Shift left refers to moving security sooner in the development process. Graphing the process of application development, with time as the X axis, the process begins with recognition of a need that a technology or service will fulfill, whether it’s an application being developed for sale to paying customers or for internal use. As the solution moved through the stages of conception, design, develop, build, and test, security was often a final step, prior to deployment. Security was merely wrapped around the outside of the application prior to release to end users. And this step, necessarily, added time.
Additionally, a tighter integration of security throughout the process leads to better security outcomes, versus tacking it on at the end.
Shift left is the way to remedy these problems.
With the immediate publication of software comes the immediate publication of any risks.
The Six Pillars of DevSecOps: Automation, published by the Cloud Security Alliance (CSA), states, “Security can be achieved only when it has been designed in. Applying security measures as an afterthought is a recipe for disaster.
Security protections must follow the same automated paths. Tight integration of security throughout the duration of the development lifecycle can not only speed up the time to release, but result in improved security.
The traditional process of implementing security after development was completed, but prior to release, resulted in frequent clashes between security and development teams. As development teams completed their portion of the task, they sought to place applications into the end users’ hands, to deliver the outcome of their efforts, begin gathering feedback, and meet deadlines. For security to put the brakes on releases resulted in adversarial relationships between the two.
A survey of more than 165 developers, application security, and DevOps professionals conducted by ShiftLeft finds 89% of respondents said the current disconnect between developers and cybersecurity teams is the biggest inhibitor of productivity.
By shifting security left, teams can cooperate instead, and integrate the processes necessary to prepare apps for release on time, securely.
Shifting left involves making changes in when, where and how to apply security best practices. Security must build trust with developers and DevOps. It’s helpful to understand the DevOps automation culture and the speed with which they deploy code.
As part of shifting left, you should provide developers with the tools to do their job securely without adding work. This includes automating security such as conducting vulnerability scanning at the point of deployment and generating permissions for Lambda functions.
While security must be proactive, it’s challenging to achieve while maintaining that speed. You need to get control, governance, and observability. Security professionals must enable, rather than restrict, the business.
It’s important for developers to understand secure coding methods. This can enable developers, rather than security analysts, to check for and eliminate vulnerabilities early.
As Marco Rottigni, chief technical security officer tells Computer Business Review, “Developers should be empowered with plug-ins that trigger security and compliance controls at every step of the DevOps process, exposing the results right within the tools they commonly use to enable rapid remediation of the vulnerable code.”

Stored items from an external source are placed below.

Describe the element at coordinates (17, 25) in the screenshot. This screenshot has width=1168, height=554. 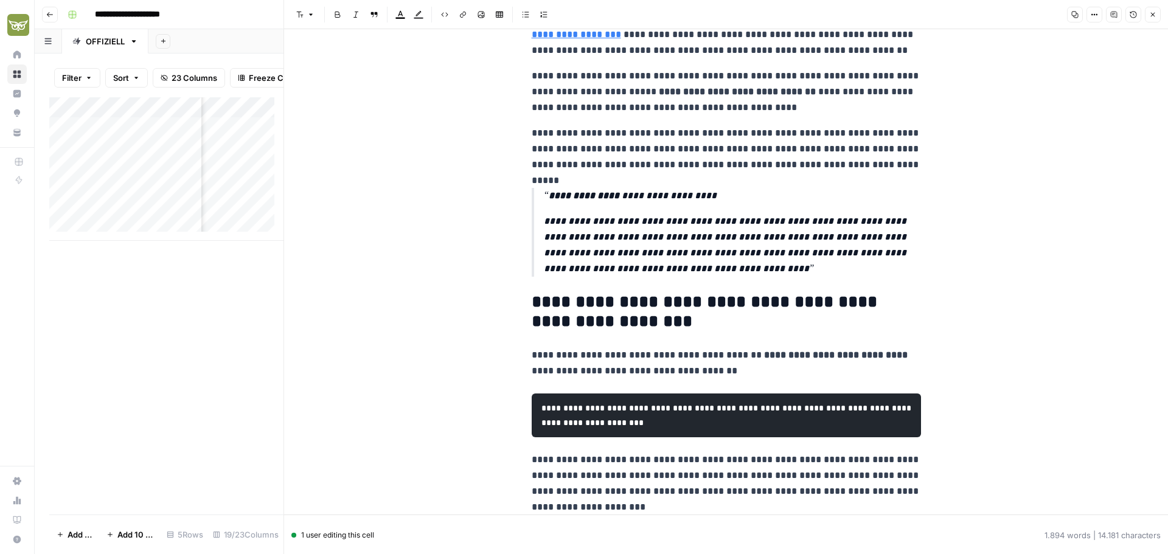
I see `button: Workspace: Evergreen Media` at that location.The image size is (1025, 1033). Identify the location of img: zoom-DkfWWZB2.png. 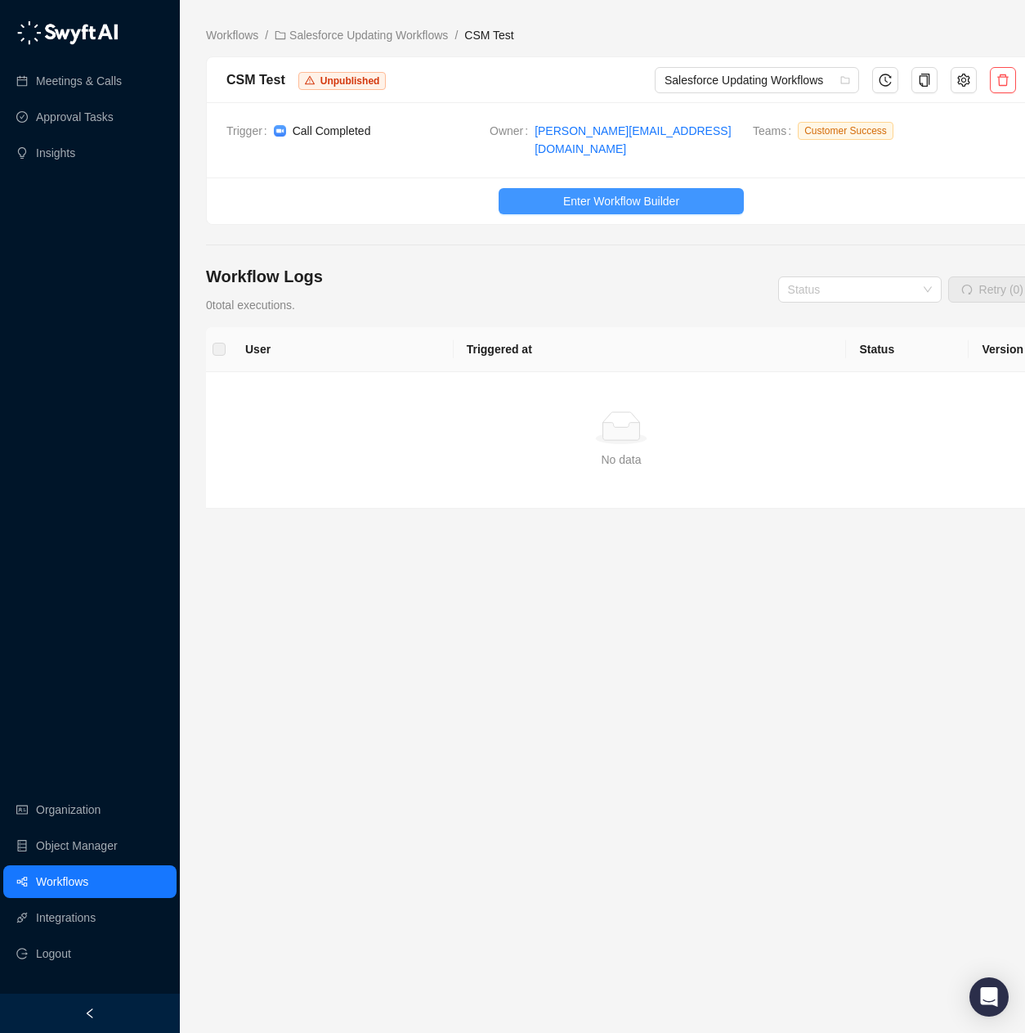
(280, 131).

While there has been progress shifting left, it’s often not enough. Over 42% of respondents to GitLab’s Mapping the DevSecOps Landscape 2020 Survey said testing happens too late in the lifecycle.
Without security automation, DevOps teams are often hindered by the need to wait for human approval.
As Paul Holland, wrote in Computer Weekly, “CISOs need to realise that developers should be granted time to develop securely and not judge their performance solely by the time to build.”
It’s unreasonable to assign additional duties for application security to developers, while expecting them to maintain a furious pace. While shifting security left results in a more efficient process and can speed time to market, time must still be allocated for tasks those security tasks, such as code reviews.
“Security controls can’t be successfully integrated without automated security capabilities that allow for timely and meaningful feedback. By adopting even modest automated security capabilities entire classes of risk can potentially be eliminated,” said Sean Heide, Research Analyst Cloud Security Alliance.
Automate remediation. Don’t create tickets to solve things that could be resolved in an automated way. Offer developers self-serve to assess security of a stack they’re about to deploy.
Nigel Kersten, Puppet’s field chief technology officer, stressed the importance of deploying automation at scale in DevSecOps practices. “Without [scaled automation], organizations will end up with the same manual processes and the same conflicting incentives. Then, instead of DevSecOps, these businesses are left with just Dev, Sec and Ops.”
Disparate solutions fall short. In particular, app security was not designed to adapt automatically to app changes. The large scale of most cloud infrastructures along with dynamic environments makes security particularly challenging.
Today’s security professionals need to deploy multi-layer security across all cloud environments – with a consistent security approach and policy language across everything you do. Check Point provides an automated security approach that protects at cloud scale and speed. Keep track of your configurations with posture management, high fidelity visibility around assets. Maintain protection according to best practices as well as to your own policies. Continuously monitor and take actions across the entire cloud infrastructure.